You need to watch Call My Agent to know the truth about Parisian style

The beauteous Cécile de France, playing herself, is rejected by Quentin Tarantino for a role because, at 39, she’s informed she’s too old. A career lifeline is flung provided she agrees to having “procedures”. Disgusted, she refuses – until her wily agent shows her a picture of his youthful and natural-looking fiftysomething wife and, with the experienced smoothness of an insurance salesman, lists all the tweakments she’s had.

There are also style lessons, from understated make-up and more or less natural hair colour to Discreetly Botoxed Wife’s grey corduroy trouser-suit, which I tried and failed for months to track down. Incidentally, she is played by Philippine Leroy‑Beaulieu, who also appears in Emily in Paris, where she’s a cartoon Parisian nightmare.
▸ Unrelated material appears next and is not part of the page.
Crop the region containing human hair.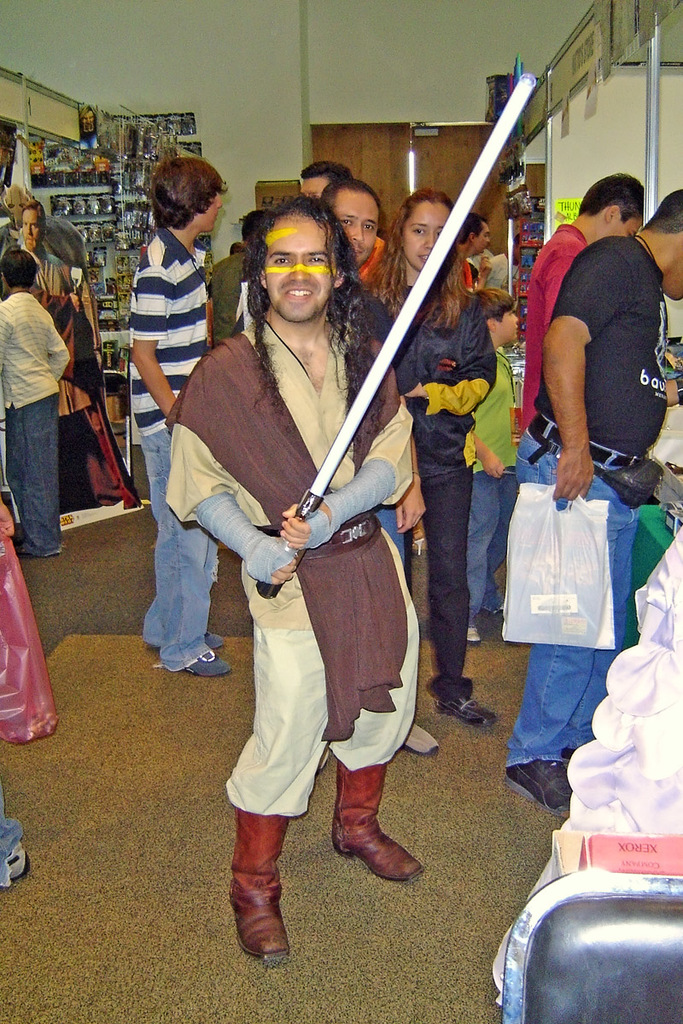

These characters and their clothes are lovably real – you can imagine them being tetchily Parisian when required. There’s the rookie assistant, who at the outset wears bobbly jumpers and something suspiciously akin to stone-washed jeans (forgive her, she’s not originally from Paris); the put-upon, frumpy PA who wears wrap dresses and proves that some French women do put on weight; the preppy lesbian who lives in a classic taupe trench, the gravel-voiced matriarch agent, one of the only characters to wear head-to-toe black and crimson lips at all times.